Barbara Laker and Wendy Ruderman have written a very terse and to the point book. It’s based on their experiences in covering what became known as the “Tainted Justice” series in the Philadelphia Daily News. They each went; individually in most cases; to the worst parts of the drug zones in search of the veracity of the story they were told by a police informant, Benny; as in Benny Blanco from the Bronx.

Benny claims that he was used by a corrupt police officer; who, along with his fellow officers and at least one relative; had created a cottage industry by using a Confidential Informant to point out different drug houses. He would then make the buy, the officers would document it, and then they would raid the house. It sounds pretty straightforward.

But what if the cops began to use the raids to rob the dealers instead of arresting them for all of the drugs? What if they were raiding houses on the pretext that the Informant had pointed them out when he hadn’t? What if one of the officers involved was using the raids as an excuse to sexually assault some of the wives and mothers of the accused? Would you call the police?

These are the tough questions faced by not only Benny and the other victims, but also by a whole bunch of local store owners who were the victims of police raids in which their security cameras were destroyed by police officers, who then stuffed their pockets with cash from the register and carried off cases of cigarettes and other merchandise. The owners of these stores were largely immigrants who would never trust the police back in their homeland. And when faced by this type of behavior here, they just assume it is business as normal.

Ms. Ruderman and Ms. Laker both have tough rows to hoe as they try to track down the culprits; even fearing for their lives at times.  The hours spent on the story even take a significant toll on Ms. Ruderman’s marriage. This is a book which will take you from the newsroom of the Daily News to the file room of the police department, and then into the seedy streets of the very worst areas of Philadelphia.  

The two fearless reporters develop one lead after another, eventually building a case which rocks the police department and catapults them to a Pulitzer Prize. But; in the end; nearly 4 years after the facts were laid bare and the Pulitzer won, not a single officer has been disciplined beyond being assigned to desk duty. I say it again; there are no heroes here. This is a good, gritty account of the absurdity of the war on drugs.

Friday, August 23, 2013

"Gangster Squad" with Nick Nolte and Sean Penn (2013)

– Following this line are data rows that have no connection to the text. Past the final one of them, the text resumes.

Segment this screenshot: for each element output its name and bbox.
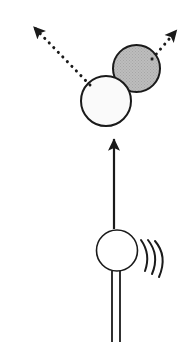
diagram-root <box>0 0 190 342</box>
diagram-background <box>0 0 190 342</box>
source-body <box>97 230 138 271</box>
scattering-diagram <box>0 0 190 342</box>
white-particle <box>81 76 131 126</box>
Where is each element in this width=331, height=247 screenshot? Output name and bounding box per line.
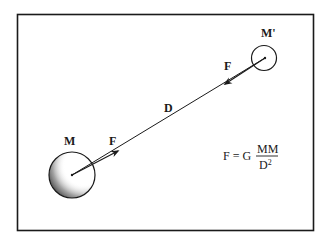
label-force-m-prime: F bbox=[224, 59, 231, 73]
mass-m bbox=[49, 152, 95, 198]
formula-denominator-base: D bbox=[259, 158, 268, 172]
formula-denominator-exp: 2 bbox=[268, 158, 272, 167]
formula-lhs: F = G bbox=[223, 149, 251, 163]
gravitation-diagram: M M' F F D F = G MM D2 bbox=[0, 0, 331, 247]
mass-m-prime-center-dot bbox=[264, 57, 266, 59]
mass-m-prime bbox=[252, 46, 277, 71]
label-m: M bbox=[64, 134, 75, 148]
label-distance: D bbox=[164, 101, 173, 115]
label-force-m: F bbox=[109, 134, 116, 148]
gravitation-formula: F = G MM D2 bbox=[223, 142, 279, 172]
label-m-prime: M' bbox=[261, 26, 276, 40]
formula-denominator: D2 bbox=[259, 158, 272, 172]
formula-numerator: MM bbox=[257, 142, 279, 156]
mass-m-center-dot bbox=[71, 174, 73, 176]
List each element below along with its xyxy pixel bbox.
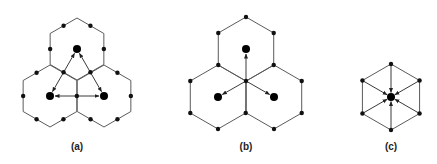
- lattice-node: [48, 47, 52, 51]
- panel-a-diagram: [21, 18, 133, 127]
- panel-b-label: (b): [240, 141, 253, 152]
- arrow: [222, 81, 246, 95]
- panel-a-label: (a): [71, 141, 83, 152]
- lattice-node: [88, 24, 92, 28]
- lattice-node: [272, 63, 276, 67]
- panel-c-label: (c): [385, 141, 397, 152]
- site-node: [46, 92, 54, 100]
- site-node: [242, 45, 250, 53]
- lattice-node: [389, 128, 393, 132]
- lattice-node: [216, 127, 220, 131]
- lattice-node: [272, 31, 276, 35]
- lattice-node: [360, 111, 364, 115]
- lattice-node: [360, 78, 364, 82]
- lattice-node: [272, 127, 276, 131]
- lattice-node: [75, 94, 79, 98]
- arrow: [362, 81, 387, 95]
- lattice-node: [61, 24, 65, 28]
- lattice-node: [300, 79, 304, 83]
- site-node: [270, 93, 278, 101]
- arrow: [395, 81, 420, 95]
- lattice-diagram: [0, 0, 437, 164]
- lattice-node: [115, 117, 119, 121]
- lattice-node: [244, 79, 248, 83]
- lattice-node: [216, 31, 220, 35]
- lattice-node: [244, 111, 248, 115]
- site-node: [387, 93, 395, 101]
- lattice-node: [129, 94, 133, 98]
- panel-b-diagram: [188, 15, 304, 131]
- lattice-node: [300, 111, 304, 115]
- lattice-node: [88, 117, 92, 121]
- lattice-node: [102, 47, 106, 51]
- site-node: [214, 93, 222, 101]
- panel-c-diagram: [360, 62, 422, 132]
- lattice-node: [34, 71, 38, 75]
- lattice-node: [61, 70, 65, 74]
- arrow: [246, 81, 270, 95]
- site-node: [100, 92, 108, 100]
- lattice-node: [88, 70, 92, 74]
- arrow: [362, 99, 387, 113]
- lattice-node: [216, 63, 220, 67]
- lattice-node: [61, 117, 65, 121]
- site-node: [73, 45, 81, 53]
- arrow: [395, 99, 420, 113]
- lattice-node: [244, 15, 248, 19]
- lattice-node: [389, 62, 393, 66]
- lattice-node: [34, 117, 38, 121]
- lattice-node: [417, 78, 421, 82]
- lattice-node: [417, 111, 421, 115]
- lattice-node: [188, 111, 192, 115]
- lattice-node: [115, 71, 119, 75]
- lattice-node: [21, 94, 25, 98]
- lattice-node: [188, 79, 192, 83]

Los Angeles of the late 1940’s and 1950’s was a time of rampant corruption among the police department, as they battled the local gangsters, who in turn, battled the gangsters from out of town trying to horn in on what was then known in Loss Angeles as the “combination.” Mickey Cohen inherited the position of leading the pack after his predecessor met an untimely passing.

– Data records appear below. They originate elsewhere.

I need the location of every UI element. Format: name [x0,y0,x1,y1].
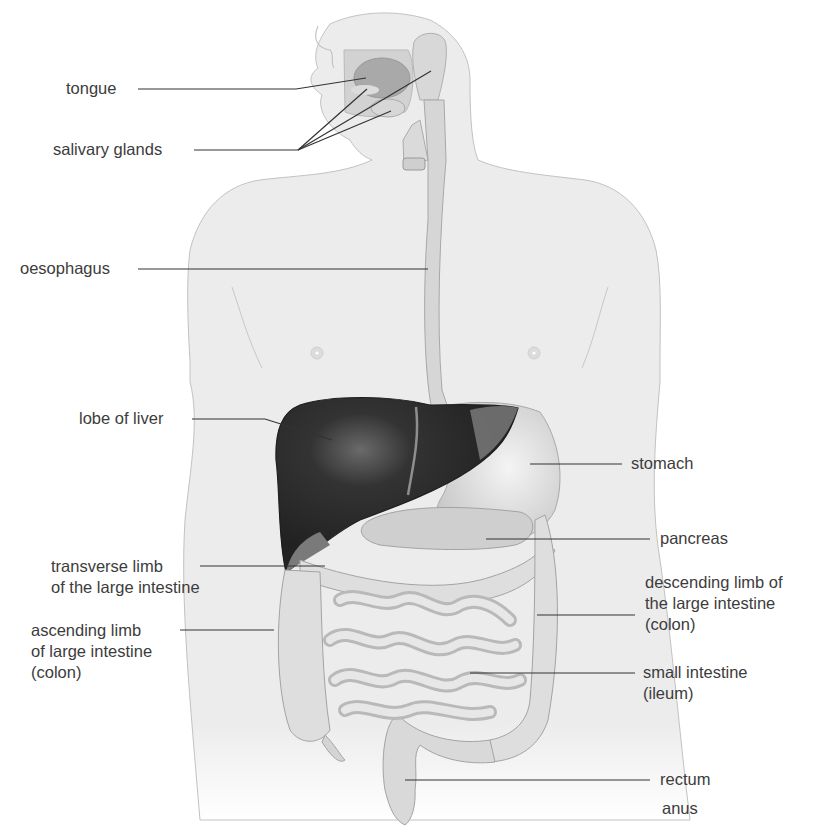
label-small-intestine: small intestine (ileum) [643,662,748,704]
label-ascending-limb: ascending limb of large intestine (colon… [31,620,152,683]
label-tongue: tongue [66,78,116,99]
label-pancreas: pancreas [660,528,728,549]
label-transverse-limb: transverse limb of the large intestine [51,556,200,598]
pancreas-organ [361,507,532,549]
label-stomach: stomach [631,453,693,474]
label-rectum: rectum [660,769,710,790]
label-anus: anus [662,798,698,819]
label-oesophagus: oesophagus [20,258,110,279]
label-descending-limb: descending limb of the large intestine (… [645,572,783,635]
label-lobe-of-liver: lobe of liver [79,408,163,429]
label-salivary-glands: salivary glands [53,139,162,160]
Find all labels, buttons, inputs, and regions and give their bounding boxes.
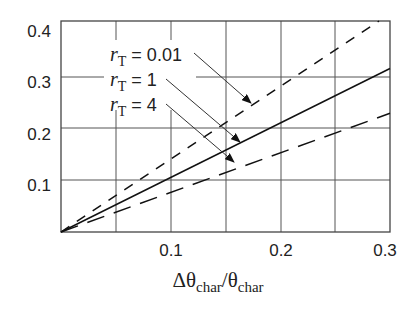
arrow-rT-0.01 bbox=[194, 53, 251, 103]
x-axis-label: Δθchar/θchar bbox=[172, 268, 263, 295]
line-chart: rT = 0.01 rT = 1 rT = 4 0.4 0.3 0.2 0.1 … bbox=[0, 0, 416, 313]
y-axis-ticks: 0.4 0.3 0.2 0.1 bbox=[27, 22, 51, 195]
x-tick: 0.2 bbox=[269, 241, 293, 260]
y-tick: 0.3 bbox=[27, 73, 51, 92]
x-tick: 0.3 bbox=[373, 241, 397, 260]
arrow-rT-1 bbox=[166, 79, 240, 142]
x-tick: 0.1 bbox=[159, 241, 183, 260]
label-rT-4: rT = 4 bbox=[110, 93, 157, 119]
y-tick: 0.2 bbox=[27, 125, 51, 144]
x-axis-ticks: 0.1 0.2 0.3 bbox=[159, 241, 397, 260]
y-tick: 0.1 bbox=[27, 176, 51, 195]
y-tick: 0.4 bbox=[27, 22, 51, 41]
arrow-rT-4 bbox=[166, 104, 234, 162]
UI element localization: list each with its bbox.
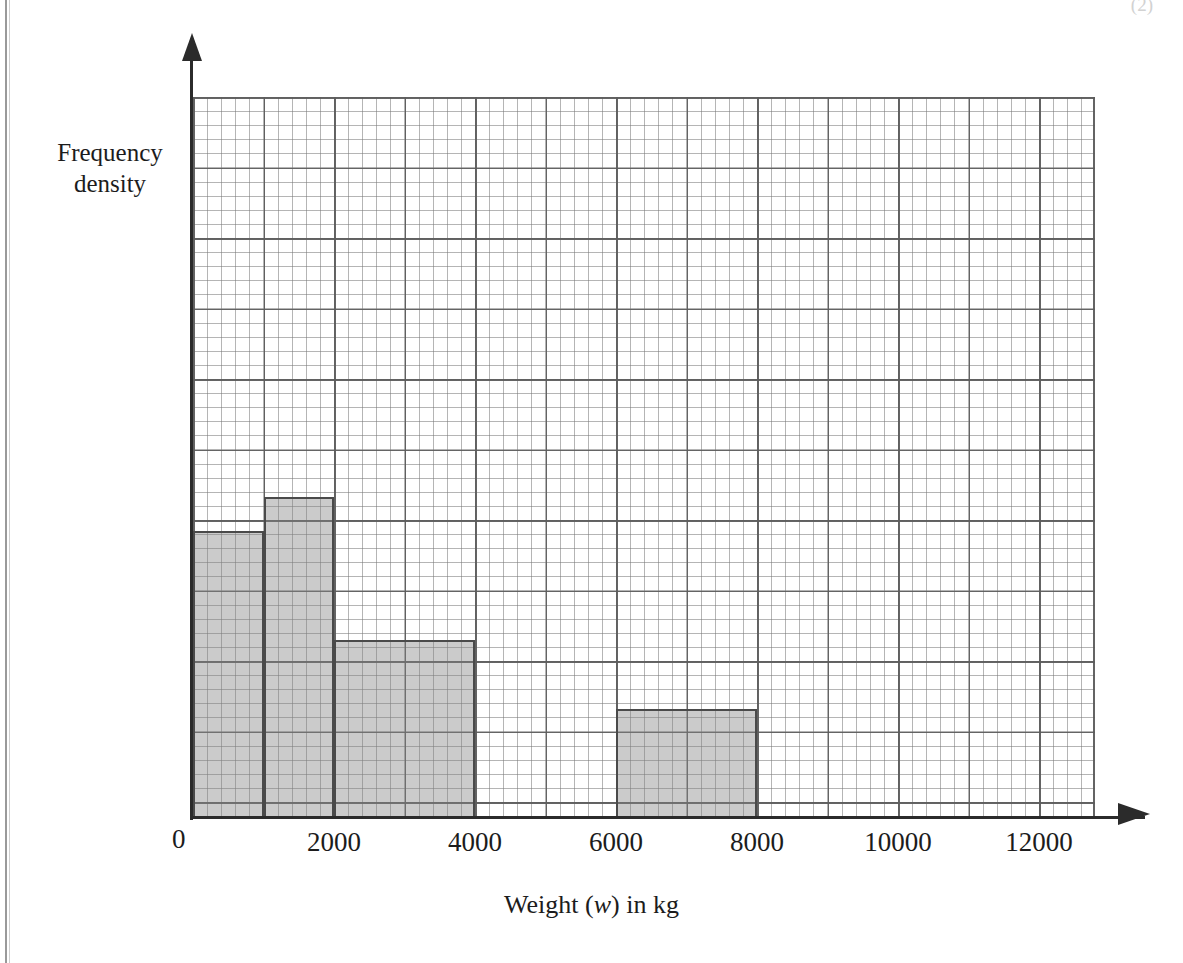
y-axis-label-line-2: density [40,168,180,199]
x-axis-tick-label: 10000 [864,827,932,858]
y-axis-line [190,52,193,820]
x-axis-line [190,816,1145,819]
y-axis-arrowhead-icon [182,33,202,61]
histogram-bar [334,640,475,818]
x-axis-tick-label: 12000 [1005,827,1073,858]
x-axis-tick-label: 2000 [307,827,361,858]
histogram-bar [193,531,264,818]
y-axis-label: Frequency density [40,137,180,199]
histogram-figure: Frequency density 0 20004000600080001000… [0,0,1183,963]
grid-right-edge [1093,97,1095,818]
y-axis-label-line-1: Frequency [40,137,180,168]
histogram-bar [616,709,757,818]
histogram-bar [264,497,335,818]
x-axis-title-prefix: Weight ( [504,890,594,919]
x-axis-title-variable: w [594,890,611,919]
x-axis-origin-label: 0 [172,824,186,855]
x-axis-tick-label: 4000 [448,827,502,858]
plot-area [193,97,1095,818]
x-axis-tick-label: 6000 [589,827,643,858]
x-axis-tick-label: 8000 [730,827,784,858]
x-axis-title-suffix: ) in kg [611,890,679,919]
x-axis-arrowhead-icon [1118,803,1150,825]
x-axis-title: Weight (w) in kg [0,890,1183,920]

Long the subject of movies and books; some non-fiction, some fiction; the story of Mickey Cohen, and the Police department he fought, have both became legends which will outlive time itself. Movies such as “L.A. Confidential”, and “Mulholland Drive” both set the bar high for examples of the better films about Los Angeles during this period. And this film lives up to those in respect to facts and settings. The set designs, as well as the costumes, are all perfect, giving a feel of authenticity to the whole film.

Sean Penn and Nick Nolte are both believable in their respective roles as the gangster who knows  no rules, and the Chief of Police who is of the same mind, only on the opposite side of the law as the notorious gangster. As hey battle wits, and exchange gunfire, there is a begrudging respect built out of their mortal combat, but still, there can be only one winner in this winner take all drama based on true events. Directed by Ruben Fleischer from a script by Will Beal, this film will have you riveted to your seat from beginning to end.